GRAND HOTELÂ (U)
D: Edmund Goulding
MGM (Irving Thalberg)
US 🇺🇸 1932
112 mins
Drama
W: William A. Drake [based on his play & the novel “Menschen im Hotel” by Vicki Baum]
DP: William H. Daniels
Ed: Blanche Sewell
Mus: William Axt & Charles Maxwell
PD: Cedric Gibbons
Greta Garbo (Grusinskaya), John Barrymore (Baron Felix von Gaigern), Joan Crawford (Flaemmchen), Wallace Beery (General Director Preysing), Lionel Barrymore (Otto Kringelein), Lewis Stone (Dr. Otternschlag)

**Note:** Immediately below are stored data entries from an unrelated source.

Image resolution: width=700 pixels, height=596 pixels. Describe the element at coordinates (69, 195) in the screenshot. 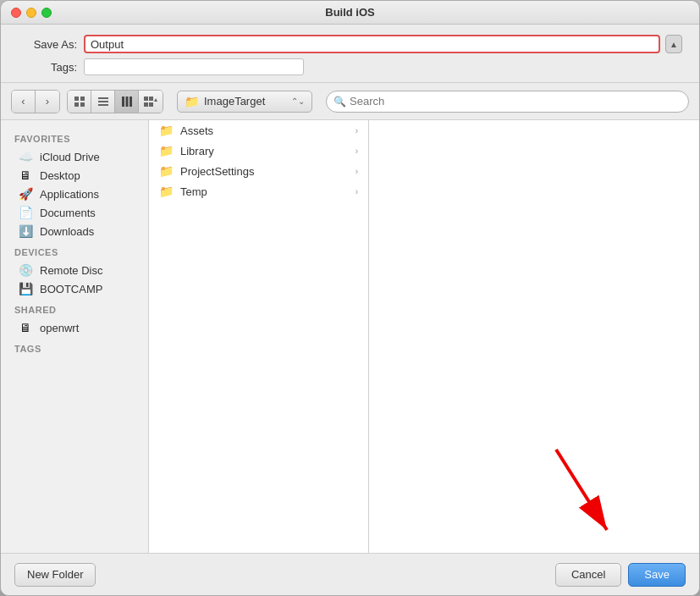

I see `sidebar-item-label: Applications` at that location.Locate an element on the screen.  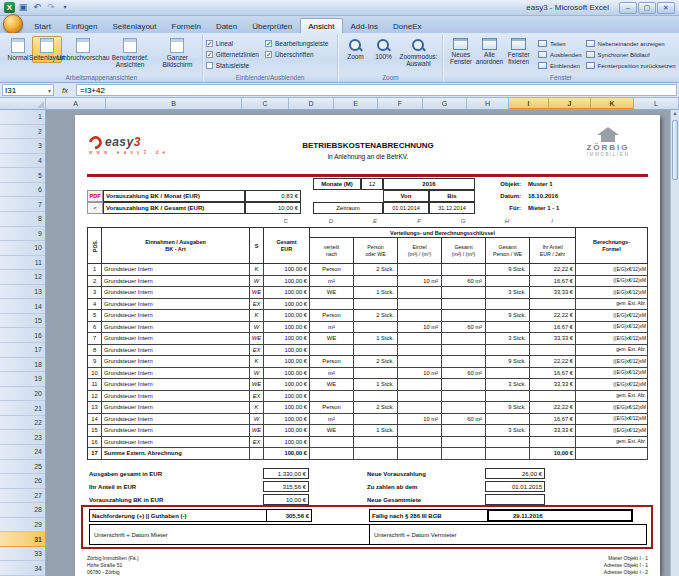
ribbon-tab: Formeln is located at coordinates (186, 26).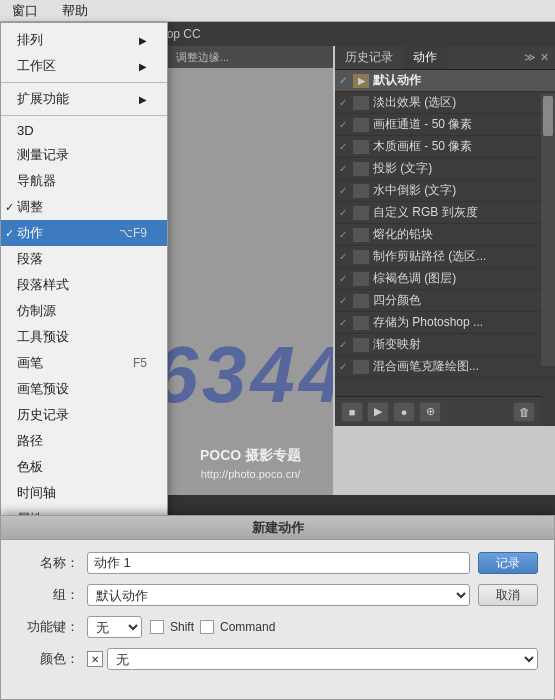 The height and width of the screenshot is (700, 555). I want to click on new-action-button: ⊕, so click(430, 412).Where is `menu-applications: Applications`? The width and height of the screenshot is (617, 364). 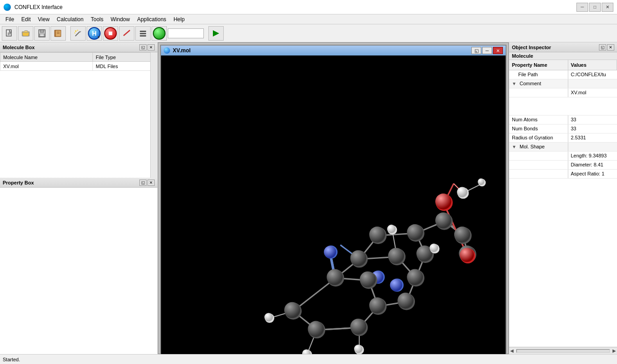
menu-applications: Applications is located at coordinates (152, 19).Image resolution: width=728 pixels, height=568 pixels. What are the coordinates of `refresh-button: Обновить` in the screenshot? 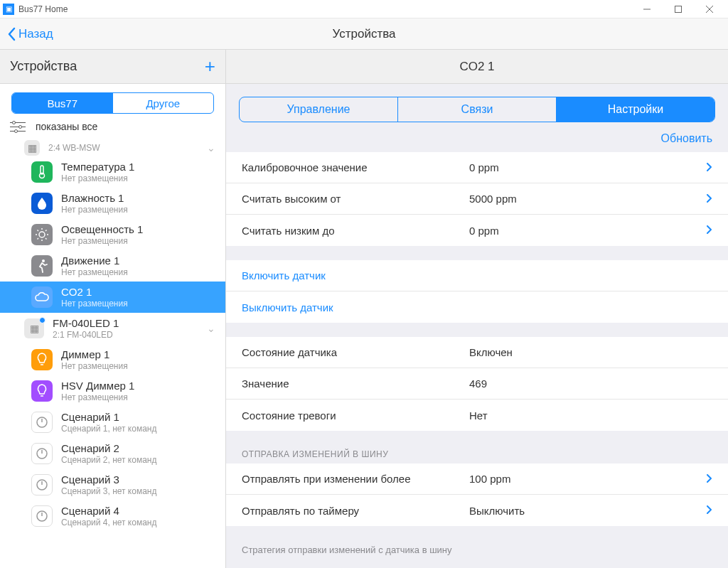 It's located at (477, 140).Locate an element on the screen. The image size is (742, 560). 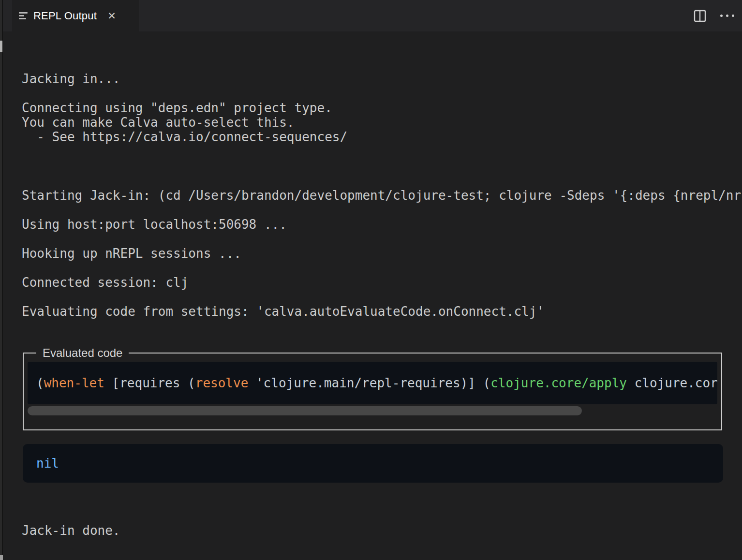
output-line-jackin-done: Jack-in done. is located at coordinates (71, 531).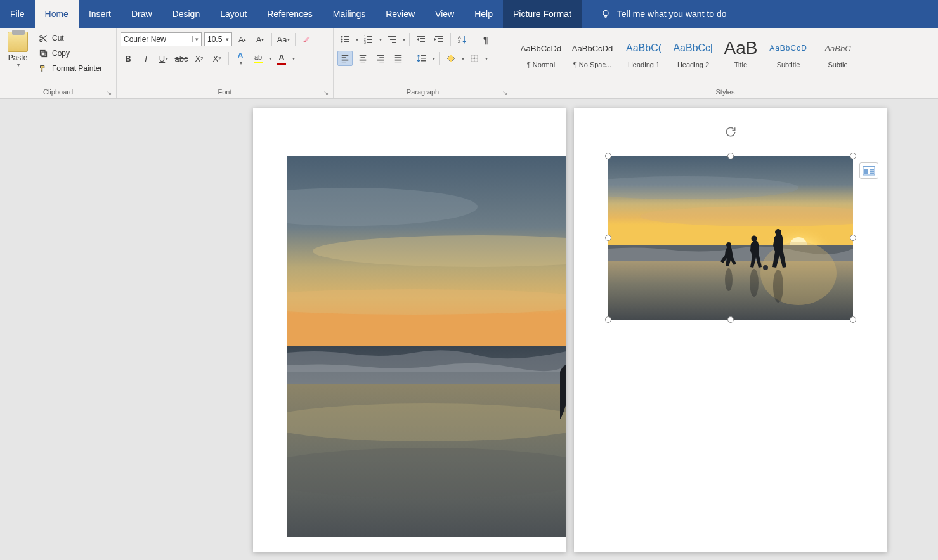 This screenshot has height=560, width=938. I want to click on tab-design: Design, so click(186, 14).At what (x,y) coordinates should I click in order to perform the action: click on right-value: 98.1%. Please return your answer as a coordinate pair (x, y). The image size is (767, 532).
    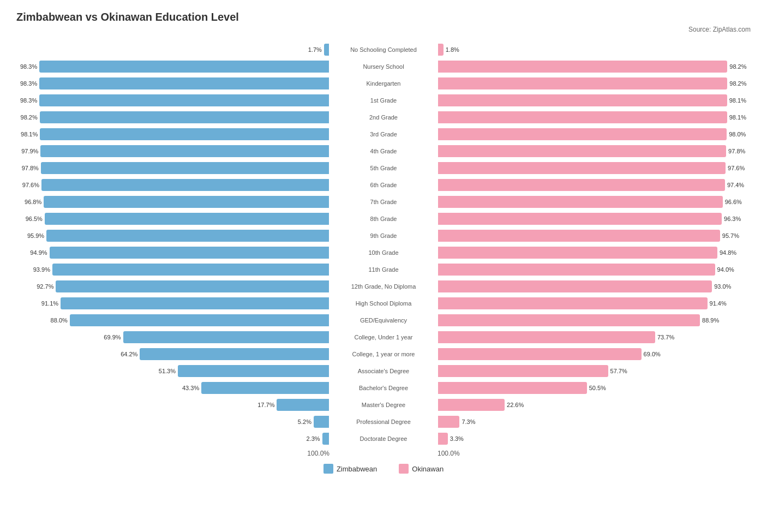
    Looking at the image, I should click on (738, 117).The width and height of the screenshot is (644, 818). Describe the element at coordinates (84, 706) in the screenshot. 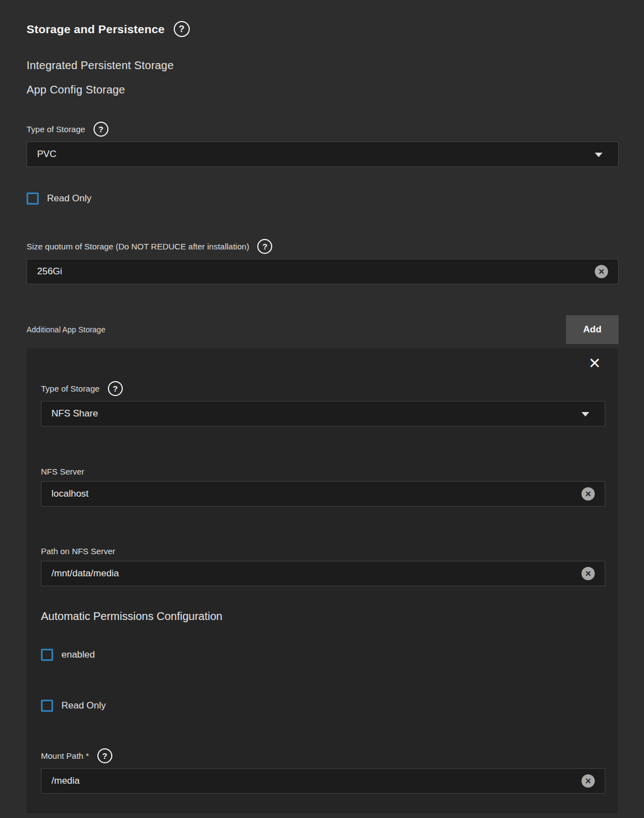

I see `entry-read-only-label: Read Only` at that location.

The Best Picture Oscar winner for 1932 boasts an impressive cast as it brings William A. Drake’s stage play to the silver screen, itself based on the German novel “Menschen im Hotel” by Vicki Baum.
The plot follows a group of various guests as their fates intertwine at a Berlin hotel, as one of the permanent residents opines his observation that it’s a building where “people come and go & nothing ever happens”.
It’s a drama that has proven to be influential not only due to its Oscar win, but also because of Greta Garbo’s iconic performance, where she gets all the best and most memorable lines of dialogue.
The film is fine as a time portal into pre-code Hollywood filmmaking, as it truly is a product of its time & is particularly dated looking back on it through modern eyes, and whilst Oscar has immortalised it as 1932’s best, I personally think there are others which weren’t only better for the year, but have also stood the test of time much stronger.